The United Nations does not typically build dams. But on September 10, 1958, the Bank for Reconstruction and Development signed a loan agreement with the Chubu Electric Power Company to fund a structure that would become a world record holder. Deep in the mountains of Shizuoka Prefecture, where the Oi River cuts through gorges in the Minami Alps, engineers were about to raise the tallest hollow-core concrete gravity dam ever built. At 125 meters, Hatanagi-I would stand taller than a thirty-story building, its honeycomb interior a feat of structural ingenuity that used less concrete than a solid dam while holding back an entire river valley's worth of water.
The Oi River had been on engineers' minds since the Meiji era. At the turn of the twentieth century, government planners recognized that the river's fast current, steep mountain tributaries, and abundant rainfall made it ideal for hydroelectric power. The valley was sparsely populated, minimizing displacement concerns. Design work began as early as 1902, and the first dam on the Oi River, the Tashiro Dam, was completed in 1927. Then progress stalled. The Great Depression froze budgets in the 1930s, and World War II consumed national resources in the 1940s. It was not until Japan's postwar economic miracle created an insatiable demand for electricity, particularly in the industrial corridor around Nagoya, that the river's full potential would finally be tapped.
What makes Hatanagi-I remarkable is not just its height but what is inside it, or rather, what is not. A hollow-core gravity dam uses a series of internal chambers and buttresses rather than solid mass to resist the pressure of impounded water. The technique requires less concrete, reducing both cost and construction time, but demands precise engineering to ensure structural integrity. The Hatanagi project paired this dam with a smaller downstream companion, Hatanagi No. 2 Dam. Together they form a pumped-storage hydroelectric system. During periods of low electricity demand, reversible turbine generators pump water from the lower reservoir back up to the higher one. When demand peaks, the water flows downhill through penstocks, spinning the generators to produce power. The system's generators have a maximum flow rate of 137 cubic meters per second.

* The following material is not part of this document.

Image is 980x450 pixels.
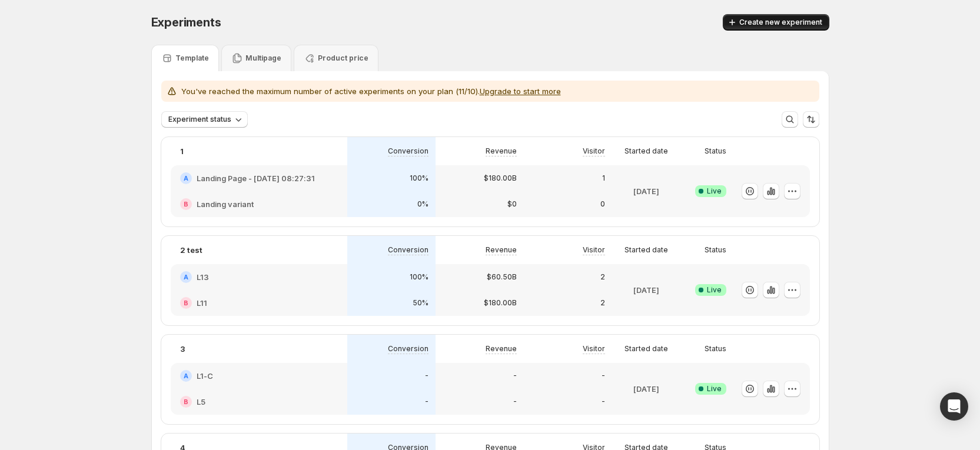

Building a record-setting dam in a remote mountain gorge requires moving enormous quantities of material through difficult terrain. The Oigawa Railway Ikawa Line, originally built in 1935 to carry workers and supplies for earlier dam projects, was expanded to serve the Hatanagi construction. This narrow-gauge railway threads through 61 tunnels and crosses 51 bridges along its 25.5-kilometer route, including Japan's only active rack-and-pinion section, engineered to climb gradients that conventional rail cannot handle. The railway made construction feasible by providing reliable access to a valley where roads were poor and seasonal flooding unpredictable. Today the Ikawa Line carries tourists rather than construction crews, offering one of Japan's most scenic rail journeys through gorges of emerald-green water and dense mountain forest.
The lake created behind Hatanagi-I serves purposes well beyond electricity generation. It is an important source of tap water, industrial water, and irrigation for Shizuoka Prefecture, a region whose economy depends on tea cultivation, manufacturing, and agriculture. The reservoir transformed the upper Oi valley, turning a narrow river gorge into a body of still water surrounded by the peaks of the Minami Alps National Park. The dam sits within the national park boundaries, an unusual coexistence of industrial infrastructure and protected wilderness. Public access comes via Shizuoka Prefectural Road 60, with bus connections running from Ikawa Station or directly from Shizuoka Station and Shin-Shizuoka Station, making the dam a surprisingly reachable destination given its mountain setting.
Hatanagi-I came online in early 1962, the culmination of a construction effort that began with that World Bank loan in 1958. The dam represents a particular moment in Japan's history: a country rebuilding itself through infrastructure, channeling international aid into industrial capacity, and reshaping its landscape to fuel economic growth. The hollow-core design that makes it a world record holder was itself a statement of engineering confidence. Japan was not merely building dams; it was pushing the boundaries of dam technology. More than six decades later, the structure still functions as designed, its turbines still reversing flow between reservoirs, its concrete still holding back the Oi River in the shadow of 3,000-meter peaks.
Located at 35.32N, 138.18E in the upper Oi River valley within Minami Alps National Park. The dam and reservoir are visible from altitude as a distinct body of water in a narrow mountain gorge surrounded by peaks exceeding 3,000 meters. The downstream Hatanagi No. 2 Dam is visible nearby. Nearest airport is RJNS (Shizuoka Airport) approximately 70 km to the south. Terrain rises steeply on all sides; maintain safe altitude above surrounding ridgelines. Best visibility in clear autumn and winter conditions.